A web-based edition of early seventeenth-century political poetry from manuscript sources. It brings into the public domain over 350 poems, many of which have never before been published.
On 25 April 1631, Mervin Touchet, 2nd Earl of Castlehaven, was tried before a jury of his peers assembled at a specially convened Court of the Lord High Steward. He was charged with horrific crimes. The prosecution claimed that Castlehaven had arranged for his second wife—Anne Stanley, daughter of William Stanley, Earl of Derby, and widow of Grey Brydges, Baron Chandos—to be raped by a servant, Giles Broadway. The prosecution also contended that Castlehaven had committed sodomy with another of his manservants, Florence (or Lawrence) Fitzpatrick. Despite serious problems with the evidence against the Earl, some of which he exploited in his vigorous self-defence, the jury of twenty-seven peers of the realm found Castlehaven guilty on both charges. He was executed for his crimes on 14 May 1631, beheaded on Tower Hill.
The Castlehaven case was by far the most sensational aristocratic scandal of the 1630s, determinedly prosecuted by a king intent on enforcing much stricter codes of sexual morality. Cynthia Herrup has brilliantly reinterpreted the case in a recent study and has persuasively reconstructed the prosecution’s interpretation of Castlehaven’s crimes as threats to the patriarchal order. “The Castlehaven trial”, she writes, “despite the unimportance of its defendant (or perhaps because of it), became a canvas upon which an entire palette of social anxieties could be exhibited” (86-87). Six verse libels written in the wake of the scandal survive. The most popular—an epitaph written in Castlehaven’s voice—replicates the Earl’s defence in court, charging his wife with adultery and conspiracy against him. A second verse supports some of the epitaph’s allegations, while two others—written in the voice of the aggrieved Countess—directly counter them. Two other poems dwell on the performance of justice in the Castlehaven case, one mocking the proceedings and noting the legal weaknesses in the prosecution’s case, the other praising the proceedings and vilifying Castlehaven’s monstrous transgressions. Herrup (120-23) offers a concise and convincing reading of the libels and (160-64) prints modernized copies of the surviving poems.
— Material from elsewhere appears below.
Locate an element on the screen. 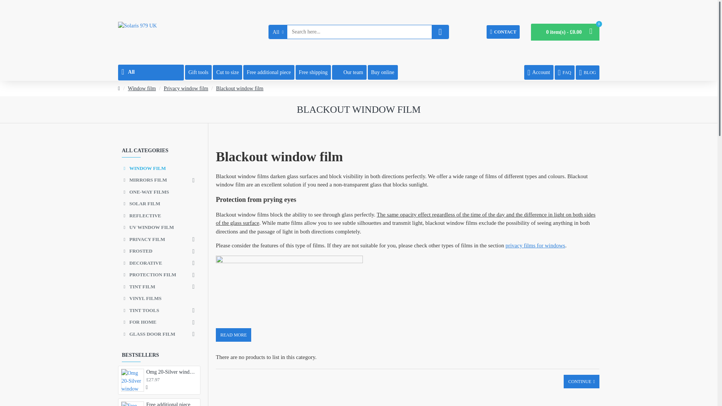 Image resolution: width=722 pixels, height=406 pixels. All is located at coordinates (151, 72).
We have relied on Herrup for a number of references to additional copies of the libels, in manuscripts which we have not been able to check. These manuscripts are: NCRO MS IL 3337; WCRO MS 413; TCD MS 731; Beinecke MS Osborn b.125; Beinecke MS Osborn b.126; Beinecke MS Osborn b.196. Unfortunately, some of Herrup’s references do not include folio or page numbers.